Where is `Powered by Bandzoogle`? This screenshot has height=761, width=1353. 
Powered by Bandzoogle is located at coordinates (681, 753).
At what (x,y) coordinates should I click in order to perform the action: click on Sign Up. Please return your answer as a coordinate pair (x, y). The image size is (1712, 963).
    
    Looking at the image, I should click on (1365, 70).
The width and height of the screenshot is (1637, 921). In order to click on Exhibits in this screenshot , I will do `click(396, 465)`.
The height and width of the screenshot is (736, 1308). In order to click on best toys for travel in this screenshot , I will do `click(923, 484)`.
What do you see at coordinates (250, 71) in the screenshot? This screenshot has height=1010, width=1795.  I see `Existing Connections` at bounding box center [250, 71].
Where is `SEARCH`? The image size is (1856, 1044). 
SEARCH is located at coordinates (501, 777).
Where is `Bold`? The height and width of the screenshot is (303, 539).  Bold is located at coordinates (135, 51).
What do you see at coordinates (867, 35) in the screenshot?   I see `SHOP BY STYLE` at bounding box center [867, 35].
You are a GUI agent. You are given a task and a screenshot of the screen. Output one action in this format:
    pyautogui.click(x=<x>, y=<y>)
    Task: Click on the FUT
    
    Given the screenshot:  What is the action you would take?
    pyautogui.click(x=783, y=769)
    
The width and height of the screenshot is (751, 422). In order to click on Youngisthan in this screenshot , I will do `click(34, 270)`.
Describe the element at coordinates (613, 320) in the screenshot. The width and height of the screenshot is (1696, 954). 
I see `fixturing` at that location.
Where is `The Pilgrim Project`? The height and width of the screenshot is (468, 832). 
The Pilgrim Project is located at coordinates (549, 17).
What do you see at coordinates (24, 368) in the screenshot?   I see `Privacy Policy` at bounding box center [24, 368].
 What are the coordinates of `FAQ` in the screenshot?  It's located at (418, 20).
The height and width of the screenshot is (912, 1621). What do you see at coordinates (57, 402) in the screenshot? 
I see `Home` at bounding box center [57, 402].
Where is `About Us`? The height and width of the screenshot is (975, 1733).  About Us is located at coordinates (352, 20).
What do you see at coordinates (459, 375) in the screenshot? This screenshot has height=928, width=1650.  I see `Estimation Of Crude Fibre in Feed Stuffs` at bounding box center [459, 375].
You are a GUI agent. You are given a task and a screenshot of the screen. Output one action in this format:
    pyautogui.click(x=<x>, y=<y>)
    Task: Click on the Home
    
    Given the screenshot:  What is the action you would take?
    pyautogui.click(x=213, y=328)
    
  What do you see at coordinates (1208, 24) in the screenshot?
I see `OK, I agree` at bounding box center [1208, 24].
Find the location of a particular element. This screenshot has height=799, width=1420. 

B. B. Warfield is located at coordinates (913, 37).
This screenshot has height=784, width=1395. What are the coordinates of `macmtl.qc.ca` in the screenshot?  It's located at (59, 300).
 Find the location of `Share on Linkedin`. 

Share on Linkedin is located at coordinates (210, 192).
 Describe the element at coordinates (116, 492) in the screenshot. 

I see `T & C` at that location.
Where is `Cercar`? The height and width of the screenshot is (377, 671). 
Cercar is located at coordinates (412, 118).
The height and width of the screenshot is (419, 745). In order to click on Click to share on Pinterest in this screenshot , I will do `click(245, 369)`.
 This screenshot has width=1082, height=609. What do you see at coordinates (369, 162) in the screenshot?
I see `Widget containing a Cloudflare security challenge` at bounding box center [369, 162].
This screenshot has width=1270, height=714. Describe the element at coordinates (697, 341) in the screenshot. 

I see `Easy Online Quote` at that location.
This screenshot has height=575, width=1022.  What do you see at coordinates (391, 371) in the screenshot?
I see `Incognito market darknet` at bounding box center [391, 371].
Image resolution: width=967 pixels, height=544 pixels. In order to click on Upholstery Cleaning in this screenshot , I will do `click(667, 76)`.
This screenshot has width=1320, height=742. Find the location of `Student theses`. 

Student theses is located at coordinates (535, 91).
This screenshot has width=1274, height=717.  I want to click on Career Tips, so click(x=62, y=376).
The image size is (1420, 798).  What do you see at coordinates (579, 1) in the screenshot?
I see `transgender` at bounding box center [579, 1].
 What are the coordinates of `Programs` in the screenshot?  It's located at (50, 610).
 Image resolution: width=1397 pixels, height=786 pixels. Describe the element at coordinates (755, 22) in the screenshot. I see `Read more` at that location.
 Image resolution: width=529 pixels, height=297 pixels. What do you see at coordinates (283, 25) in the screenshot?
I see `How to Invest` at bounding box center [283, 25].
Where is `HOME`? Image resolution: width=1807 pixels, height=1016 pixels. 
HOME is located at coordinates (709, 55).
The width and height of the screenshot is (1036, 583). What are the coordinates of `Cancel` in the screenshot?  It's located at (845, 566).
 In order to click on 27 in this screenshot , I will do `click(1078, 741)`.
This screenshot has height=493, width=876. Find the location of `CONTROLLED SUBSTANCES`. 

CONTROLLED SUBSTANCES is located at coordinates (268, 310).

- [YOUR INSTRUCTIONS]:
Would you print exactly, and only, the lines of the data above from the line with "The width and height of the screenshot is (1637, 921)." through the line with "What do you see at coordinates (250, 71)", inclusive?

- [RESULT FOR THIS EXERCISE]:
The width and height of the screenshot is (1637, 921). In order to click on Exhibits in this screenshot , I will do `click(396, 465)`.
The height and width of the screenshot is (736, 1308). In order to click on best toys for travel in this screenshot , I will do `click(923, 484)`.
What do you see at coordinates (250, 71) in the screenshot? This screenshot has height=1010, width=1795.  I see `Existing Connections` at bounding box center [250, 71].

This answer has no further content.